“Is it too early to assess the size of Mario Vargas Llosa?” The question flew over the auditorium almost at the end of the tribute ceremony for the Peruvian Nobel Prize winner, held this Wednesday during the International Language Congress of Arequipa (CILE) in Arequipa, his hometown. With the presence in the front row of the King of Spain, Felipe VI; friends, writers and authorities praised the figure of Vargas Llosa, who died this spring; his precocity, his intellectual and political ambition, his adventurous globe-trotting life, his willingness to debate, his public omnipresence. But Javier Cercas’ question went one step further. The Spanish writer asked for time given the impressive career of the honoree. Cercas confessed that he still does not dare to accept the word “friend,” with which the Nobel Prize winner considered him. And he justified his modesty by remembering a generous column that Vargas Llosa wrote in the nineties about one of his first books. “My destiny changed, I was in my early thirties and my family and friends read to me.

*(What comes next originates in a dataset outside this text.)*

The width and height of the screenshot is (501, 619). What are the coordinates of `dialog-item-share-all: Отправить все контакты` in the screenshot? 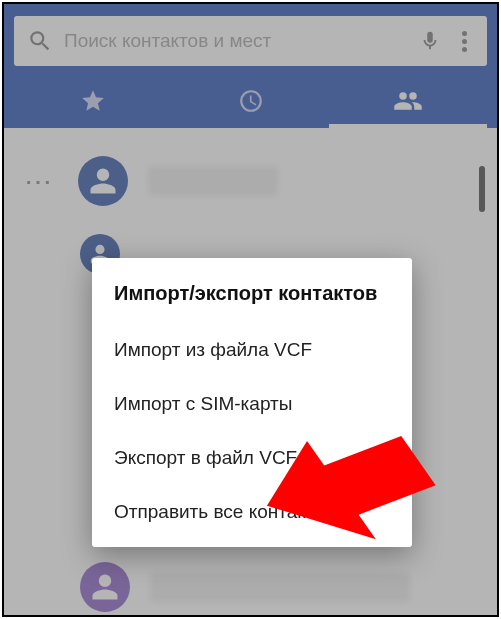 It's located at (252, 512).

At that age, he already had at least three masterpieces published. His generosity was something I could never reciprocate. Friend? It was more like the pyramids, it was always there.”
The celebration of the CILE in Arequipa represents another objective achieved for Vargas Llosa, who promoted during his life that the known as the white city, where he barely lived for a year, would host the congress. The Spanish Minister of Culture, Ernest Urtasun, pointed out that Spain owed him a tribute and “doing it here, in his native Arequipa, is unbeatable.” Vargas Llosa lived at different times in Madrid and Barcelona, where he wrote some of his masterpieces. He even had Spanish nationality and was an academic at the Royal Academy of Language (RAE), one of the organizers of the congress. Urtasun stressed that “few writers have managed to achieve that status in their lifetime” and acknowledged having read their works “with passion, surprise and not always affinity, but never with indifference.”
His role as a public intellectual, perhaps the last of his kind, was highly analyzed during the event. His political adventure was reviewed, which even led him to run as a candidate for the presidency of Peru and which ended up defeated at the polls by an agronomist who would later become a dictator, Alberto Fujimori. Before, he had gone through a phase of fascination with Marxism, like almost all writers of his generation, to move from social democracy towards an ultraliberal drift. From Fidel Castro it passed to Margaret Thatcher.
His support for controversial figures, such as Jair Bolsonaro in Brazil or Javier Milei in Argentina, and even his support for Keiko Fujimori, the daughter of his nemesis in the nineties, had him in the permanent eye of the hurricane of public discussion.
“He could have made mistakes like we all make mistakes, but he never made mistakes in his favor, always against them,” said Cercas, who also ventured that “if he had not gotten into all those troubles, instead of winning the Nobel Prize for literature at the age of 70 (in 2010), he would have won it at the age of 50.”
Luis García Montero, director of the Cervantes Institute, another of the organizers of the congress, disagreed with the thesis that his political militancy may have obscured his career. For him, “he never turned his novels into instruments in favor of his ideology.” And he remembered a conversation regarding one of his last essays, The call of the tribe (2018), where he reviews and reflects on the liberal ideas that have marked him. When reading it, García Montero, a left-wing poet, was surprised by the high doses of self-criticism: “I told him that he seemed closer to my ideas than his, and he responded that when he wrote about literature, literature ruled.”

The director of the RAE, Santiago Muñoz Machado, focused his intervention on that vertex, precisely, between politics and literature. He remembered the presentation speech in 1972, after being accepted as a language academic in Peru. He dedicated it to his countryman José María Arguedas and spoke of his stories “as the place where reality and fiction are confused.” He stopped at some reproaches from readers who approached his works too literally, so often constructed from historical episodes. His answer is, according to Muñoz Machado, in another of his essays, The truth of lies (1990), where he argues that only by lying can literature express a truth that can only be said covertly. And he closed by quoting another of his writings, his essay on the work of García Márquez, to apply to Vargas Llosa himself something he said about his colleague: “The writer is a dissident. Writing novels is an act of rebellion against reality.”